Griz Bear Comments

How do I like the new office?

Wednesday, August 25, 2010

Since the move and the merger, I often get asked how I like my new office in Gravette. My answers have usually been brief and without much explanation, so I’ll provide a little more detail here.

It’s nice being in a Main Street office once again where people can walk in and visit while they are tending to other business in town.
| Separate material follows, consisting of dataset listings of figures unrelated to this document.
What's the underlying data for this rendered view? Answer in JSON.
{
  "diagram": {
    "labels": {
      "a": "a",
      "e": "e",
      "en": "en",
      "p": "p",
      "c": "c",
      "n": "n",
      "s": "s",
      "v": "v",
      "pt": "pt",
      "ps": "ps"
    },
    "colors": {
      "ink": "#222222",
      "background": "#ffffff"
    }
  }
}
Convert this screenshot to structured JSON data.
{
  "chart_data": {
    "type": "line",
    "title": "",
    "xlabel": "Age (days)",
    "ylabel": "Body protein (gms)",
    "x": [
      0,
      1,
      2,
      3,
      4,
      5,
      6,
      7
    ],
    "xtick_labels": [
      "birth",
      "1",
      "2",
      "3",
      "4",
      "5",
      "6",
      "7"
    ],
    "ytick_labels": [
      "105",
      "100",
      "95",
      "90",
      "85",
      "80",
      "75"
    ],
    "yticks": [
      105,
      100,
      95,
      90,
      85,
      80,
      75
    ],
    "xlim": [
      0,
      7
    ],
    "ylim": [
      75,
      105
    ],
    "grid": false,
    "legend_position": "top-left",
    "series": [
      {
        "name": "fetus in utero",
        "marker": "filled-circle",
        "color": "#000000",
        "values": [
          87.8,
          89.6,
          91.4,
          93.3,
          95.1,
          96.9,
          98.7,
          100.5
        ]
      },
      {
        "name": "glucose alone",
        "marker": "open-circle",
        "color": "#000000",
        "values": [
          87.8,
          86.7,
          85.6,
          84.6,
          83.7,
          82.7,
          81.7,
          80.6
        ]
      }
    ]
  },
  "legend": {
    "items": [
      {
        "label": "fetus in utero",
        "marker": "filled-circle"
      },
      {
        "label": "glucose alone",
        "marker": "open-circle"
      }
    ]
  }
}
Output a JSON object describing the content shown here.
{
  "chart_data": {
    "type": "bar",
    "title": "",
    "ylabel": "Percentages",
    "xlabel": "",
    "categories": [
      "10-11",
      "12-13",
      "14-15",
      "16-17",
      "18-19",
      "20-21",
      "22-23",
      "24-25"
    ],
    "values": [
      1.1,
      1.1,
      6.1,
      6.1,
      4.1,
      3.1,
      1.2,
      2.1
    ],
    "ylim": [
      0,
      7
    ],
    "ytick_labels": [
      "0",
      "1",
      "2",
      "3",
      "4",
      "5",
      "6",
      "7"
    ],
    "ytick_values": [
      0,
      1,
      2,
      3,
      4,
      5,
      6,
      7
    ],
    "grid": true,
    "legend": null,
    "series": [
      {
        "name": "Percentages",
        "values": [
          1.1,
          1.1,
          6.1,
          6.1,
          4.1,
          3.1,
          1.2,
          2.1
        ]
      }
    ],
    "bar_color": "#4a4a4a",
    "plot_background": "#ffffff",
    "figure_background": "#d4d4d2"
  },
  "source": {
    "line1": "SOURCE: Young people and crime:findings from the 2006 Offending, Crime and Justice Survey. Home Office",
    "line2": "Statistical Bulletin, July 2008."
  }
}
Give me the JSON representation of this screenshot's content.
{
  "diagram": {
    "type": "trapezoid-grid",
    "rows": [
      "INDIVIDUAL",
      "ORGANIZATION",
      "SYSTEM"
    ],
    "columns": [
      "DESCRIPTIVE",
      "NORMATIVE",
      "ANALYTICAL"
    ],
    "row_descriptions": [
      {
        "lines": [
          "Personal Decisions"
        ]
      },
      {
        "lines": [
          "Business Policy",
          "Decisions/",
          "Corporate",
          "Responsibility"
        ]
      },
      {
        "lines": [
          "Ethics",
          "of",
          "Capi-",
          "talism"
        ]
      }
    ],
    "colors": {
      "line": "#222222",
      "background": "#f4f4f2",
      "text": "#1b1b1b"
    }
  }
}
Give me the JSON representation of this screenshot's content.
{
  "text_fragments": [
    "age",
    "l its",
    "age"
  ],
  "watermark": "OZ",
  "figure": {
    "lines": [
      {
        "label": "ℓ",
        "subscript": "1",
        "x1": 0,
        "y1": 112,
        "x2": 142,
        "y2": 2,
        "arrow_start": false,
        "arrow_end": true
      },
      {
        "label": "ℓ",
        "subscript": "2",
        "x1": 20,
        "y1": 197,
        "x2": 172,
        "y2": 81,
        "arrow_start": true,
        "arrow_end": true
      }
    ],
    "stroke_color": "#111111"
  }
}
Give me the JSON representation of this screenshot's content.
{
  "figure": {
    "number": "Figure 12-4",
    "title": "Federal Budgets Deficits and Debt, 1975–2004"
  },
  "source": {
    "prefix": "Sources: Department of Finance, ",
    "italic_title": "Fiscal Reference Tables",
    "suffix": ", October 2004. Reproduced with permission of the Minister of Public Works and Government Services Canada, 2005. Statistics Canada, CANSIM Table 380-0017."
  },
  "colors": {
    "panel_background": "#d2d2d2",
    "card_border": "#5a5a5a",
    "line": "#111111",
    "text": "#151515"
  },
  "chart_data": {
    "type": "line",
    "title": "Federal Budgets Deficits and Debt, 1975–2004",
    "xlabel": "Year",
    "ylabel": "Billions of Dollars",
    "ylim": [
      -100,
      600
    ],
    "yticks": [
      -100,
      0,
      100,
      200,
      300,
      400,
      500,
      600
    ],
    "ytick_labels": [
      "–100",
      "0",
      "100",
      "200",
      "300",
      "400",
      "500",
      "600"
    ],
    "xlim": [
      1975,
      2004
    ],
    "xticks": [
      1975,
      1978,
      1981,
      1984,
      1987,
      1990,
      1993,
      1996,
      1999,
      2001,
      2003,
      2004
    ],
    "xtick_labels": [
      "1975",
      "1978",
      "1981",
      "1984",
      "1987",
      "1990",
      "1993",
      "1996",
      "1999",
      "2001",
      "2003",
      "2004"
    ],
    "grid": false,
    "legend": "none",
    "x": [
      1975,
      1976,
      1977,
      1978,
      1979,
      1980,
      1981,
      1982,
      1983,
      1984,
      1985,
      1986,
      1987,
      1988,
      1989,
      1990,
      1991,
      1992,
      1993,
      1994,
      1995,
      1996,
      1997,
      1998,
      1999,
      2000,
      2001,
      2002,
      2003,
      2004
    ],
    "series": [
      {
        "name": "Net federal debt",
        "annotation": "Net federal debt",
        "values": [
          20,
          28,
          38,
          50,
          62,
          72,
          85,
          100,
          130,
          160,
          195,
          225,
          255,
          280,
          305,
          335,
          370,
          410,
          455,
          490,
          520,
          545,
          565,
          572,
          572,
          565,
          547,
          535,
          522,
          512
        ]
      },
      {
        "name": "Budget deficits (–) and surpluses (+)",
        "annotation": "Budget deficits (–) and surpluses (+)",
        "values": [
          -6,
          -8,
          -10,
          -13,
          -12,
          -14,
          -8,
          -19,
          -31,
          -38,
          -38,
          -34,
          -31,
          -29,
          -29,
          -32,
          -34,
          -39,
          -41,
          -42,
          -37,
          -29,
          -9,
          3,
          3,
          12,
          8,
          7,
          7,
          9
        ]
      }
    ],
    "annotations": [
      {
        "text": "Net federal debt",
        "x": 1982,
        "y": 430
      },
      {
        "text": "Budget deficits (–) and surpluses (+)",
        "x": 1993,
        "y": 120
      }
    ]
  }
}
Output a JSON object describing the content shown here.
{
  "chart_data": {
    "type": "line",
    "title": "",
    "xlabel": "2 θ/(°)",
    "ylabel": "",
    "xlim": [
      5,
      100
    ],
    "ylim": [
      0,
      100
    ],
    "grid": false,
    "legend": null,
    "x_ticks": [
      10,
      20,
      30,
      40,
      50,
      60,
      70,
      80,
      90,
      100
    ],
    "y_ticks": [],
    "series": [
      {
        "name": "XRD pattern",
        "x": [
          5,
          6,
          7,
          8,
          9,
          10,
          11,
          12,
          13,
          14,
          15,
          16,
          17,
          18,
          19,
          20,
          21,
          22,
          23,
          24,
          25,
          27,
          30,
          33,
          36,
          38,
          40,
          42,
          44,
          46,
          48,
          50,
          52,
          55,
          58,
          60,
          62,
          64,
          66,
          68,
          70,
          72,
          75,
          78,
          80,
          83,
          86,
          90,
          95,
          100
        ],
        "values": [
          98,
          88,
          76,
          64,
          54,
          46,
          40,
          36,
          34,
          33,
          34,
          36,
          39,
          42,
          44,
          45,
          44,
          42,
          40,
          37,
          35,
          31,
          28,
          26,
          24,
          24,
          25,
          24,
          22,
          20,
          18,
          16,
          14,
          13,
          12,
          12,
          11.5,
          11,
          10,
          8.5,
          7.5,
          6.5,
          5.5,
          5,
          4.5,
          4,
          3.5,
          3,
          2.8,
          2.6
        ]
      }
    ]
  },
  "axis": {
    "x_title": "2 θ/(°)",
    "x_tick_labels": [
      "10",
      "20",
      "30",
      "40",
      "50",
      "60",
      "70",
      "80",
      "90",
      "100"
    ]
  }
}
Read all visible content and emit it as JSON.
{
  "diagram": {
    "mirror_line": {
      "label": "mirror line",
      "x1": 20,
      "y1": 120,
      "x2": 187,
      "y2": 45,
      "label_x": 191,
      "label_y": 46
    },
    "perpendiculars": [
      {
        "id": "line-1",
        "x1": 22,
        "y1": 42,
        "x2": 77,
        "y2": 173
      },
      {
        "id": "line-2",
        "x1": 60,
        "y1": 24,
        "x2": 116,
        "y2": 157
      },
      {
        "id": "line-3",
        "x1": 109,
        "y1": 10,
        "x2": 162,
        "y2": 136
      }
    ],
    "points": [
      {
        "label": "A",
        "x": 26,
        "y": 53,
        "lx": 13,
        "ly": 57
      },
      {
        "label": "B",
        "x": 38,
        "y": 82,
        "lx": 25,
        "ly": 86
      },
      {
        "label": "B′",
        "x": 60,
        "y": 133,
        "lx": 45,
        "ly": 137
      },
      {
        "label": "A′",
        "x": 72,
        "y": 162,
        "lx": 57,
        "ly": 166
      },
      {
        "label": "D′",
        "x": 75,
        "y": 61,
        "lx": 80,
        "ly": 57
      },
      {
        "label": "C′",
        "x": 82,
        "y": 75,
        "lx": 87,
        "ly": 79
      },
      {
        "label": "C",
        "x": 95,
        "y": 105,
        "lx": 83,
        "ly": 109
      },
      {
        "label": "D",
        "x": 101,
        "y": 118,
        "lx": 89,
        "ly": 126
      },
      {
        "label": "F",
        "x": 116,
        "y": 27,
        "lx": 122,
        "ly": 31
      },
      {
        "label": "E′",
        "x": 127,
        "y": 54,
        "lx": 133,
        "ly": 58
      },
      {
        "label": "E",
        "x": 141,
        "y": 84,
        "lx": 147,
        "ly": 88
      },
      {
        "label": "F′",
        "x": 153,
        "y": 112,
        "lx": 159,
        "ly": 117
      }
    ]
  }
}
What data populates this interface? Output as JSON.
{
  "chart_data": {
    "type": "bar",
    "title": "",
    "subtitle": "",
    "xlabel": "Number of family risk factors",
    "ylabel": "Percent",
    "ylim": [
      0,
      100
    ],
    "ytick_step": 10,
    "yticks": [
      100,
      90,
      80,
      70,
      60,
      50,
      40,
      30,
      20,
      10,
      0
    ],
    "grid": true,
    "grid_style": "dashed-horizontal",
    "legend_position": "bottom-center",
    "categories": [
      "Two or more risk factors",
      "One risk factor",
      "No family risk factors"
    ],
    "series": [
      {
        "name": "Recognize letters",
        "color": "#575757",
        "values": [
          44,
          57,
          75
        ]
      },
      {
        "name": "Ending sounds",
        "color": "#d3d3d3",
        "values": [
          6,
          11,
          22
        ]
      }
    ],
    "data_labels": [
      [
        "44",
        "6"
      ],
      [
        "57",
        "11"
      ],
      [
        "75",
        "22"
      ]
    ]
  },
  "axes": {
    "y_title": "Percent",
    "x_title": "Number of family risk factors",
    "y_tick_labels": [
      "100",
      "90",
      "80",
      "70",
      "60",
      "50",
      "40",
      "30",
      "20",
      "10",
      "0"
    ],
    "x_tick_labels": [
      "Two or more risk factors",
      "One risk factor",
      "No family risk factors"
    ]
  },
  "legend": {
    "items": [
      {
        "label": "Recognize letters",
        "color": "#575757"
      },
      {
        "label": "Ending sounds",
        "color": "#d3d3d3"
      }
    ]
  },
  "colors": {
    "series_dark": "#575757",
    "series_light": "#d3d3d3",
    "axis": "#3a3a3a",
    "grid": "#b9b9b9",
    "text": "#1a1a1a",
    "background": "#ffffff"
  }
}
It was hard for people to do that at our most recent Gentry office and very few came through our front doors there.

Being on the highway in Gentry may have made the newspaper office more visible than it had been, but it was a little more tricky to come and go without being run over by all the traffic on Arkansas Highway 59. To be honest, I feared someone might get hit backing out of a parking spot and sometimes wondered if a wayward car or truck might turn our Gentry office into a drive-through.

And so, yes, the quiet and more relaxed atmosphere in my new office is nice. Cars and trucks are not speeding by at 50 mph and people can come in without risking life and limb to do so. The quiet makes it a bit easier to write and edit news stories, too.

Another plus at the new office is that we have four employees there rather than one or two, making it possible to share office duties and have more time to get out and cover news events. That was a difficulty in Gentry on most days because I was the only one there to keep the office open. Add to that, we all get along and work together well.

Dodie Evans, longtime editor of the Gravette News Herald, was a little worried that the noise of his typing on a manual typewriter might bother me. Even though he knows how to set type and build pages on the computer, he has always written his news stories on a manual typewriter and things somehow flow better for him to sit down at his old typewriter when he writes.

I told him, the sound of the old typewriter keys striking the paper and roller didn’t bother me a bit. In fact, it is a pleasant sound in my ears and brings back so many memories of sitting at my old portable Smith-Corona late at night pounding out papers for classes when I was in college and graduate school.

I sometimes wondered how that old machine I bought used survived all the term papers and reports which passed through it. And, if I recall right, I used it for sermons and bulletins too, until I managed to scrape up enough money to purchase a used electric machine.

Dodie’s typing style is a lot better than mine ever was because I used the old Hunt and Peck method which, by the way, has nothing to do with anyone with those last names. I hunted for the letters on the keyboard and pecked away using my right and left index fingers.

And to be totally honest, though I type volumes on my computer key board, my style is still a modified Hunt and Peck method involving only about four fingers instead of two. I think that’s why I sometimes invert letters in a word. It’s not just dyslexic fingers.

When my brain, through my eyes, locates the right letters on the keyboard, it sends a signal to my arms and hands, telling me which letter to peck. The problem is that the signal from my brain sometimes travels more quickly down one arm than the other, with the second signal arriving a millisecond before the first and causing the wrong index finger to strike a key before the other.

When that happened on my old manual typewriter, it caused a collision of type keys and sometimes a major traffic jam of letters which I had to carefully pull apart with my fingers before proceeding. On the computer, there’s no traffic jam of letters, just inverted letters if the wrong key gets hit a microsecond before the right one.

Another plus to the new office is the close proximity of numerous restaurants — one on each side of our office, another on the corner and more I haven’t even found yet just a block or two away. If I starve in Gravette, it won’t be because of lack of opportunity to eat a good meal. The hard part, when I do eat out, is deciding which restaurant to visit.

The only complaint I can raise — and it’s not really a complaint — is that I have to drive a bit more to get to my new office. But even that is proving to be less of a problem than I thought due to the use of a laptop and Internet.

All in all, the office is nice, the company is good and the new newspaper is going well. With a little more time to adjust, things should work out just fine.

Randy Moll is the managing editor of the Westside Eagle Observer. He may be reached by e-mail at rmoll @ nwaonline .com.